Here we see its inexorable climb towards the sky. We can see stepped framework which will support the building's large sloping roof, similar to the Urbis Centre under construction on Corporation Street.

The lower picture shows the building as it looked in April 2001.

AN OFFICE BUILDING on Fountain Street has been demolished, opening up a gap in the street which reveals the Sunley Tower, Piccadilly Plaza, shortly to undergo major refurbishment.

 

SIR ROBERT PEEL has finally been removed from his pedestal at the corner of Piccadilly Gardens after over 150 years. It's July 2001 and Manchester City Council's redevelopment work on Piccadilly is well advanced.

The statue of Sir Robert Peel is to be moved to a new location.

We are looking through the metal barrier across the Piccadilly Gardens building site. Two construction workers in their reflective yellow jackets, pause for a chat.

We can still see the 1854 facade of the Portland Thistle Hotel, with the tower of 111 Piccadilly (formerly Rodwell Tower) behind it, but very soon, a new modern-style office block, named Number One Portland Street, will rise on the far end of Piccadilly Gardens, obscuring the hotel and everything around it.
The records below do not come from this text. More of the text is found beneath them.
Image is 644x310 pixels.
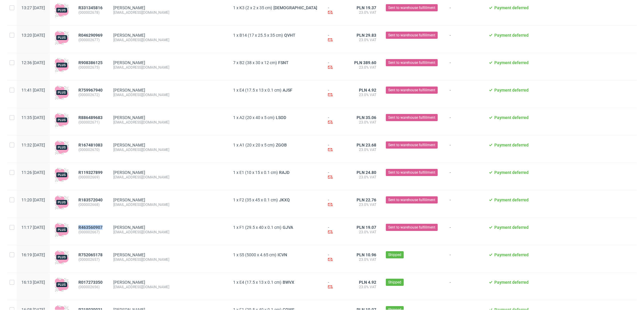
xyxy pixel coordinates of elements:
[113,252,146,258] a: [PERSON_NAME]
[354,65,376,70] span: 23.0% VAT
[354,10,376,15] span: 23.0% VAT
[78,280,104,285] a: R017273350
[354,175,376,179] span: 23.0% VAT
[55,222,69,237] img: plus-icon.676465ae8f3a83198b3f.png
[78,142,103,147] span: R167481083
[357,170,376,175] span: PLN 24.80
[78,202,104,207] span: (000002668)
[239,170,278,175] span: E1 (10 x 15 x 0.1 cm)
[78,115,103,120] span: R886489683
[328,33,345,43] div: -
[233,88,318,92] div: x
[55,168,69,182] img: plus-icon.676465ae8f3a83198b3f.png
[282,225,294,229] span: GJVA
[282,280,296,285] a: BWVX
[277,60,290,65] a: FSNT
[282,88,293,92] a: AJSF
[357,225,376,229] span: PLN 19.07
[357,252,376,258] span: PLN 10.96
[55,113,69,127] img: plus-icon.676465ae8f3a83198b3f.png
[328,60,345,70] div: -
[113,60,146,65] a: [PERSON_NAME]
[450,252,479,265] span: -
[78,280,103,285] span: R017273350
[495,5,529,10] span: Payment deferred
[328,115,345,125] div: -
[495,252,529,258] span: Payment deferred
[113,225,146,229] a: [PERSON_NAME]
[78,252,103,258] span: R752065178
[328,5,345,16] div: -
[239,280,282,285] span: E4 (17.5 x 13 x 0.1 cm)
[354,202,376,207] span: 23.0% VAT
[113,10,224,15] div: [EMAIL_ADDRESS][DOMAIN_NAME]
[239,88,282,92] span: E4 (17.5 x 13 x 0.1 cm)
[113,197,146,202] a: [PERSON_NAME]
[388,5,435,10] span: Sent to warehouse fulfillment
[278,197,291,202] a: JKXQ
[21,115,45,120] span: 11:35 [DATE]
[354,258,376,262] span: 23.0% VAT
[495,60,529,65] span: Payment deferred
[21,225,45,229] span: 11:17 [DATE]
[239,225,282,229] span: F1 (29.5 x 40 x 0.1 cm)
[233,170,236,175] span: 1
[78,258,104,262] span: (000002657)
[354,60,376,65] span: PLN 389.60
[55,85,69,99] img: plus-icon.676465ae8f3a83198b3f.png
[78,88,103,92] span: R759967940
[21,252,45,258] span: 16:19 [DATE]
[21,5,45,10] span: 13:27 [DATE]
[78,170,104,175] a: R119327899
[388,252,401,258] span: Shipped
[78,92,104,97] span: (000002672)
[113,92,224,97] div: [EMAIL_ADDRESS][DOMAIN_NAME]
[239,142,275,147] span: A1 (20 x 20 x 5 cm)
[328,252,345,263] div: -
[450,280,479,293] span: -
[55,3,69,17] img: plus-icon.676465ae8f3a83198b3f.png
[450,225,479,238] span: -
[354,285,376,290] span: 23.0% VAT
[78,229,104,235] span: (000002667)
[278,170,291,175] a: RAJD
[239,115,275,120] span: A2 (20 x 40 x 5 cm)
[113,202,224,207] div: [EMAIL_ADDRESS][DOMAIN_NAME]
[354,92,376,97] span: 23.0% VAT
[233,252,236,258] span: 1
[113,285,224,290] div: [EMAIL_ADDRESS][DOMAIN_NAME]
[388,33,435,38] span: Sent to warehouse fulfillment
[55,250,69,265] img: plus-icon.676465ae8f3a83198b3f.png
[450,197,479,211] span: -
[388,115,435,121] span: Sent to warehouse fulfillment
[233,197,236,202] span: 1
[354,120,376,124] span: 23.0% VAT
[21,197,45,202] span: 11:20 [DATE]
[21,170,45,175] span: 11:26 [DATE]
[357,5,376,10] span: PLN 19.37
[113,33,146,38] a: [PERSON_NAME]
[78,225,103,229] span: R463560907
[233,142,236,147] span: 1
[233,33,318,38] div: x
[78,60,103,65] span: R908386125
[233,115,236,120] span: 1
[78,225,104,229] a: R463560907
[450,115,479,128] span: -
[78,147,104,152] span: (000002670)
[359,280,376,285] span: PLN 4.92
[113,170,146,175] a: [PERSON_NAME]
[233,88,236,92] span: 1
[78,88,104,92] a: R759967940
[328,280,345,290] div: -
[272,5,318,10] span: [DEMOGRAPHIC_DATA]
[283,33,297,38] a: QVHT
[328,225,345,236] div: -
[328,142,345,153] div: -
[275,115,287,120] span: LSOD
[21,60,45,65] span: 12:36 [DATE]
[113,147,224,152] div: [EMAIL_ADDRESS][DOMAIN_NAME]
[233,225,318,229] div: x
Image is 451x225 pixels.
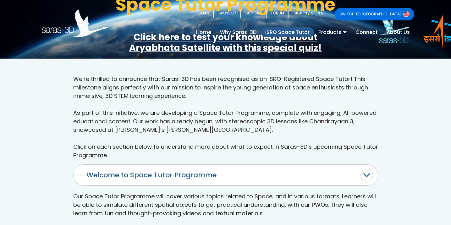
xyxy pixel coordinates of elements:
[314,27,351,37] a: Products
[73,75,378,160] p: We’re thrilled to announce that Saras-3D has been recognised as an ISRO-Registered Space Tutor! T...
[335,8,414,20] a: SWITCH TO [GEOGRAPHIC_DATA]
[42,9,109,37] img: Saras 3D
[74,165,378,186] button: Welcome to Space Tutor Programme
[261,27,314,37] a: ISRO Space Tutor
[289,8,330,20] a: SIGN IN / SIGN UP
[192,27,216,37] a: Home
[199,8,214,20] a: DEMO
[216,27,261,37] a: Why Saras-3D
[214,8,241,20] a: SPONSOR
[351,27,382,37] a: Connect
[129,31,322,54] a: Click here to test your knowledge aboutAryabhata Satellite with this special quiz!
[403,11,410,17] img: Switch to USA
[267,8,289,20] a: FORUM
[241,8,267,20] a: SUPPORT
[382,27,414,37] a: About Us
A CONCRETE-WALLED JAPANESE-STYLE PAVILION with a long curved concrete wall function as a dividing screen, separating the bus and tram station from what remains of Piccadilly Gardens after the office block is built. The building is designed by award-winning Japanese architect Tadao Ando and is a centrepiece of the redevelopment plan for Piccadilly, masterminded by councillors in Manchester Town Hall.

In the upper picture we can see the 1854 facade of the Portland Thistle Hotel - This of course will be obscured by the new office building 'Number One Portland Street' when it arises on the former gardens.

As we move along the concrete wall, we can see how it obscures the view across Piccadilly Gardens - in the lower picture we can just see the white building on the corner of Oldham St, formerly Woolworths.

EWM says: A 10 foot high concrete wall through Piccadilly Gardens is the last thing it needs, even if, as it appears, the wall will eventually be covered by creeping plants. Now what structure I've seen on my European travels does this wall remind me of?!

THE CONCRETE WALL of the new Japanese pavilion, designed by Japanese architect Tadao Ando, bears a remarkable resemblance to the Berlin Wall - Both structures are around 10 feet high, made of white concrete and are intended to act as a barrier between one part of a city and another.

The function of the Berlin Wall, seen here at one of its most notorious sections (Bernauer Strasse), was to hermetically seal East Berlin and the GDR from West Berlin. A graffiti artist has painted a 'trompe-l'oeuil' hole in the wall. The Berlin Wall was put up by the East German government in 1961 and stood until their fall from power in 1989.

The function of the Piccadilly 'wall', as part of the Japanese Pavilion, is to screen the newly landscaped and considerably downsized gardens from the noise and bustle of the tram and bus stops. The Piccadilly 'wall' was put up by Manchester City Council in 2001. How long will this one remain?

EWM says: It's shocking to see a wall of bare concrete being erected through Piccadilly Gardens. Screening the gardens from the trams and buses is unnecessary and will diminish the size and impact of Piccadilly and the adjoining gardens, formerly one of the largest city centre squares in the UK.

BERNARD HOUSE, one of the three main structures of Piccadilly Plaza, built 1958 - 1965, has by summer 2001 disappeared. It had been in bad condition for many years, and was finally dismantled as part of redevelopment plans for Piccadilly Plaza.

In fact, the whole of the interior of this part of the Piccadilly Plaza podium has been gutted, in preparation for major refurbishment.

On the left of the picture we can see Sunley Tower, which is to be reclad, and on the right, the Metrolink tramlines and Mosley Street.

MANCHESTER IS CHANGING, much of it out of all recognition. These pictures document the stated policy of Manchester City Council emphasising bold new redevelopment rather than traditional style restoration and conservation. If the city centre was under the control of one of the neighbouring councils in the Manchester area, such as Salford or Trafford, - either jointly as with Manchester Aiport, or under sole control, things would probably look very different. We will only be able to judge the success of the current local council's redevelopment policy in a few years, once Manchester has settled down after the Commonwealth Games and the current building boom has subsided.